Back in the 90s, Bruce Springsteen painted a picture of a world with “57 channels and nothing on.” Today, try 200+ channels of high-definition, surround-sound slices of sex and sizzle pop and political culture in a 24-hour news cycle competing for our collective attention.
Are we receiving?
So much is “on” that in reality, nothing is on.
How do you reach an audience, grab its attention and break through? What does this have to say about the future of communication?
Our teenage children may be showing us the answer lies in the video games they're playing.
Video Games Selling Music
I sincerely love music and listening to it and creating it is a life-long passion. In the 80s, The Buggles ushered in the MTV-era when they reported to the world how Video Killed the Radio Star. Today, it’s video games murdering the old ways of the music business.
Metallica’s new album Death Magnetic is exhibit A. For my money it’s their best work in years. (Full disclosure: I actually liked St. Anger, even though many hard-core Metallica fans didn’t.)
Following in the footsteps of Aerosmith, the new Metallica release is out as a download, a Compact Disc, on vinyl and as a release for ActiVision’s Guitar Hero III video game. (Other notable bands have songs featured on interactive video games. One of the best videos on You Tube is the band Rush playing the Rock Band version of their song Tom Sawyer.)
Why a Video Game?
Just like Willie Sutton, who said he robbed banks because "that’s where the money is," Metallica is putting Death Magnetic out on a video game because that’s where the audience's money is.
According to CBS News, last year, Guitar Hero and its competitor, Rock Band, rang up $935 million in sales – outpacing all digital music sales by $100 million.
The Pew Internet and American Life Project, with sponsorship from the MacArthur Foundation, recently released a 76-page report entitled “Teens, Video Games and Civics” that found:
* 97% of teens ages 12-17 play computer, web, portable, or console games.
* 86% of teens play on a console like the Xbox, PlayStation, or Wii.
* 60% use a portable gaming device like a Sony PlayStation Portable, a Nintendo DS.
* 50% of teens played a game “yesterday.”
* 48% use a cell phone or handheld organizer to play games.
By gender: 99% of boys and 94% of girls play video games.
I’ve seen this with my own eyes. My 13-year-old son is a Guitar Hero Jimi Hendrix. I have watched him during parties captivate his friends with his virtuosity with his fingers dancing across the faux fretboard.
He represents the audience Metallica wants to reach with this release.
Just like I have owned The Beatles "White Album" on 8-track tape, vinyl, cassette, CD and have it on my iPod, releasing music in this format is a novel way to spur even more sales of Death Magnetic. Even more, while providing visually stimulating entertainment, the music may actually sound better, too. This, in itself, should generate increased sales.

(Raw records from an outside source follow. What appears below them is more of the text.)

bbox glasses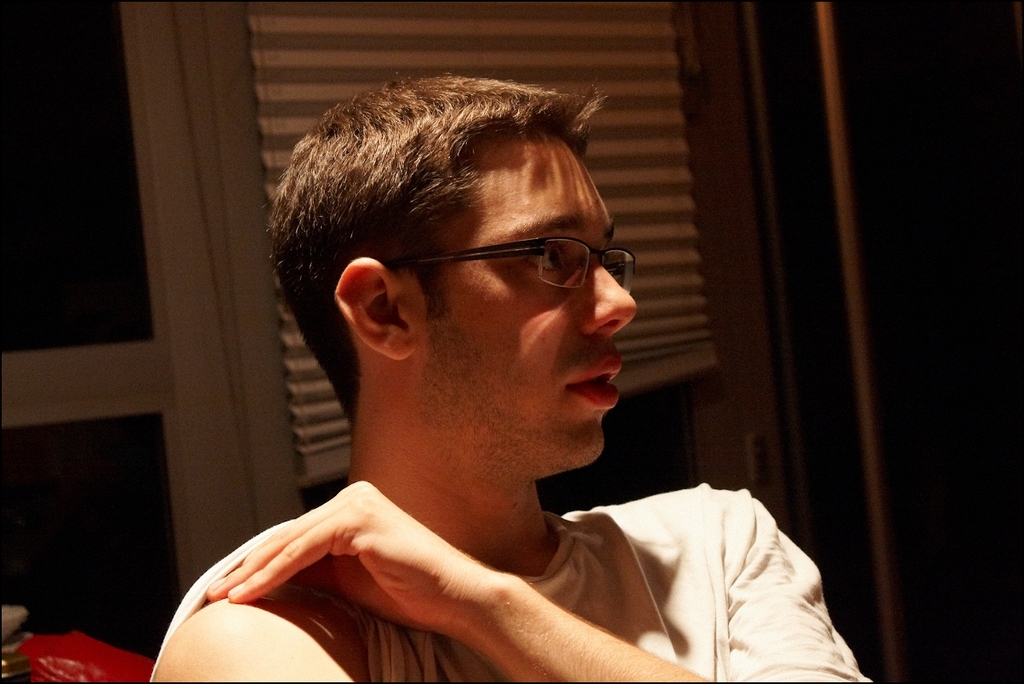
[378, 225, 646, 296]
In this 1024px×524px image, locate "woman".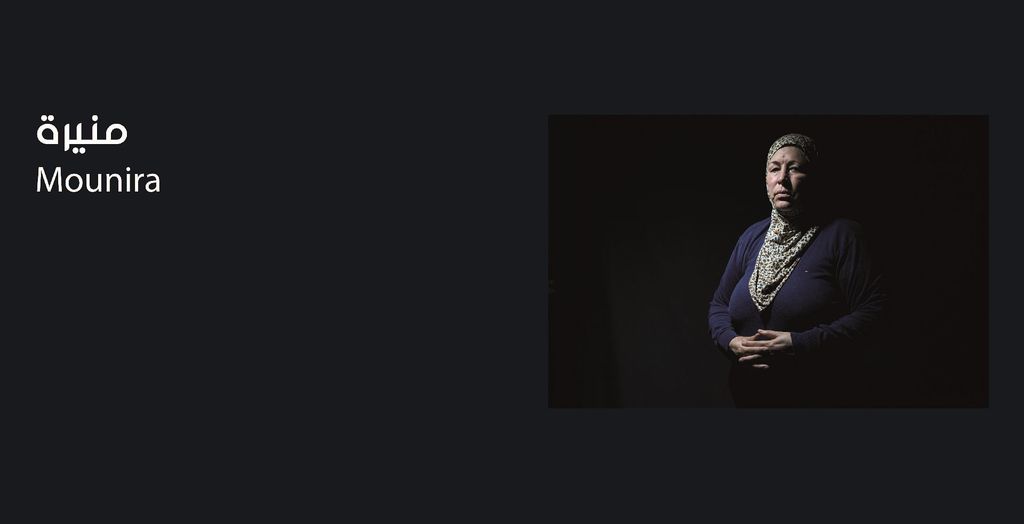
Bounding box: x1=708 y1=129 x2=895 y2=413.
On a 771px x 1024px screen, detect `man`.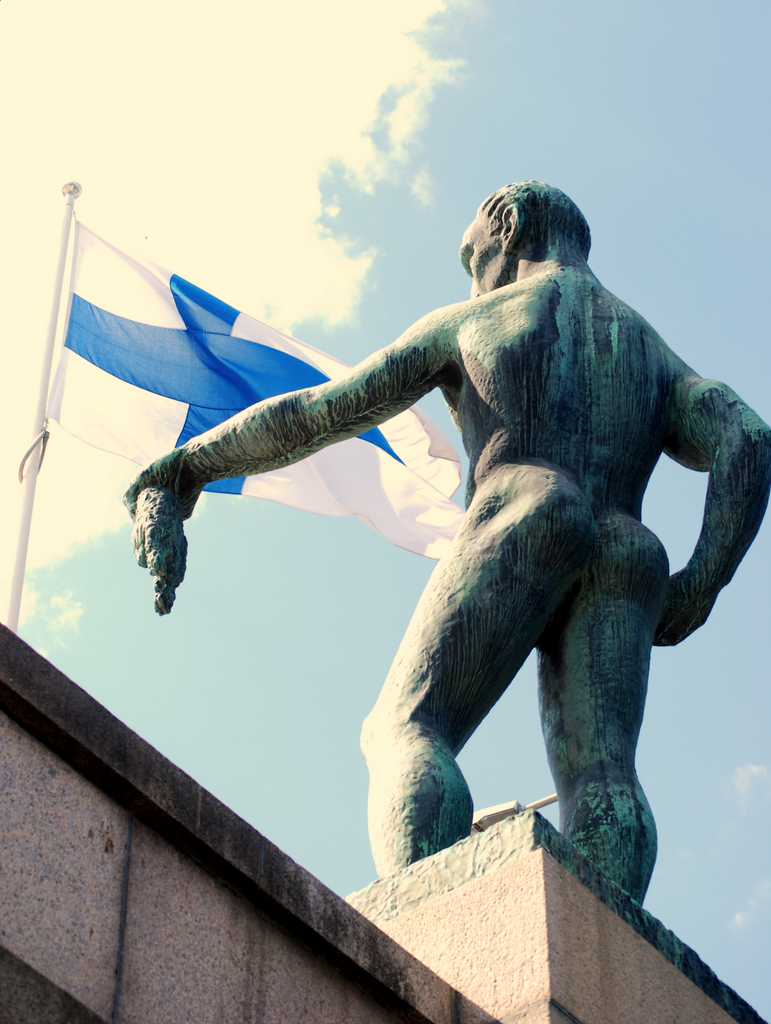
[118,178,770,909].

Loudness Wars: Up Goes the Volume, Down Goes the Sound Quality
Metallica fans are burning up the Internet saying that, because it has a greater dynamic range – the difference between the loudest and softest sounds – the Guitar Hero version of Death Magnetic sounds better than the CD version.
There’s a comparison on You Tube of the two versions.

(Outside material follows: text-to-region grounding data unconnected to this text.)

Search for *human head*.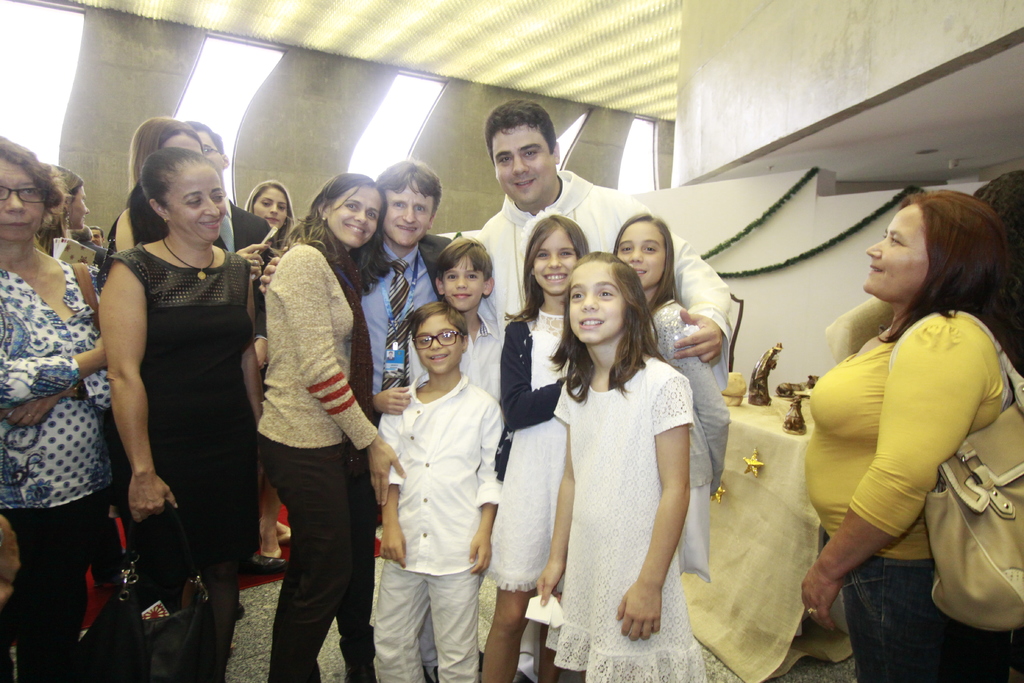
Found at select_region(139, 147, 227, 238).
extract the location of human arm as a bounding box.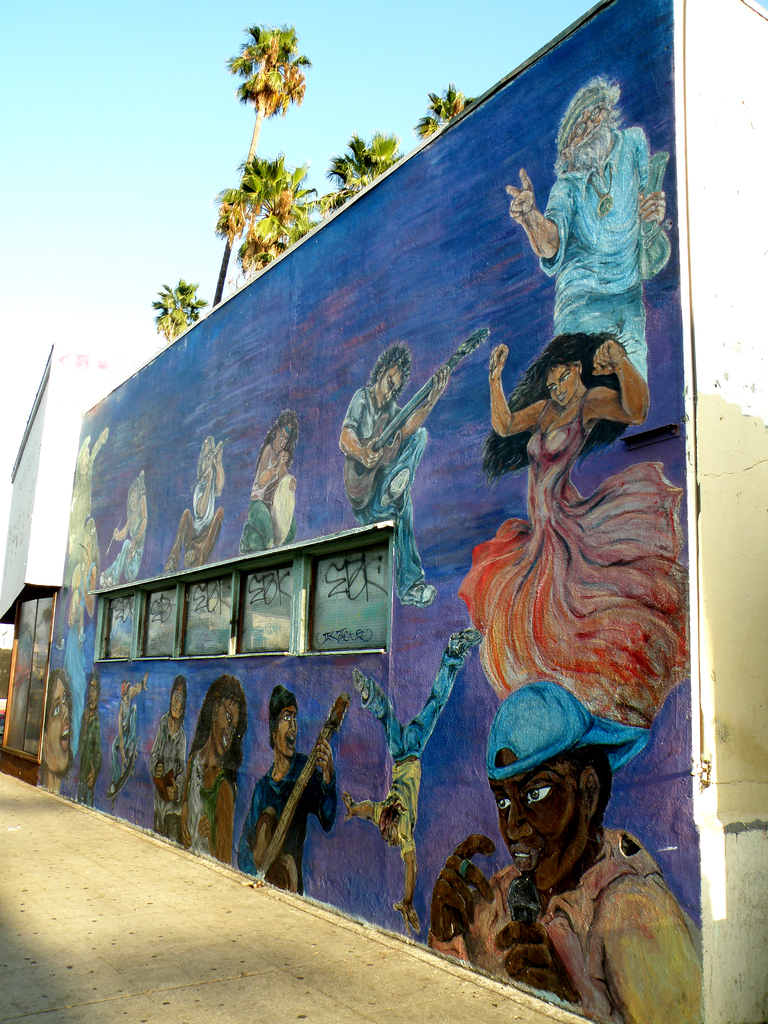
<region>195, 771, 241, 858</region>.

To this 44-year-old, it seems that, thanks to the so-called “Loudness Wars” in music, the traditional method of just turning the volume knob up has gone the way of the audio cassette.

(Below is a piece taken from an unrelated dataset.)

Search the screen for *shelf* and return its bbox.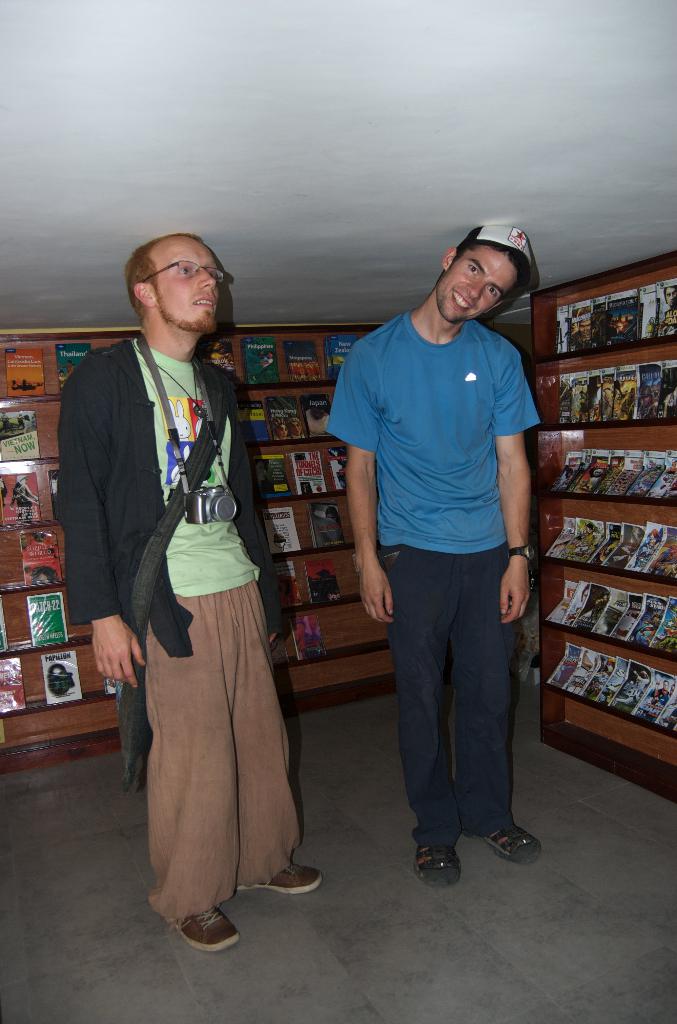
Found: 277/595/397/678.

Why would the producers and engineers do this to what is possibly Metallica’s best release since the famed Black Album of the 90s? Apparently, when you want your music to stand out on the radio and draw an audience’s attention, louder is better. So up goes the compression and down goes the sound quality.
If you want the best sound quality, you’ve got to get the video game version. I predict the sales of the Guitar Hero version of Death Magnetic will soar and Metallica’s music will rock game rooms worldwide. This is a clear break through.
Death Magnetic Lessons for Communicators
I see a couple of take away lessons of this break through for people who communicate.
Know Your Audience: Metallica smartly understands how its audience listens to the band’s music and will demand to hear it in the highest quality available.
Use Technology Smartly: With the Guitar Hero release of Death Magnetic, Metallica shows the band knows a new generation of budding guitar heroes will strap on their plastic Les Pauls and obsessively to learn each of James Hetfield’s and Kirk Hammett’s stinging new riffs and licks. To get the video game version of the release, they (or their parents) will drop down a few extra dollars for the game download codes. That’s more money for the artists and for the business.
“Shall We Play A Game?” A Glimpse of the Future
In the early 1980s, I went to the theater and was introduced to online interactive computer gaming when I watched the film War Games. I didn’t realize it at the time but in that film, David Lightman (played by Matthew Broderick) gave us a glimpse of today’s online world.
The growth of video games in the entertainment sector, their advanced technology and the prevalence of their use among teens show us how today’s young people are pointing the way to how we are going to communicate tomorrow.
We’d all be wise to pay attention, understand this audience and use the communications vehicles that work.
It's clear, Metallica is listening. Are we?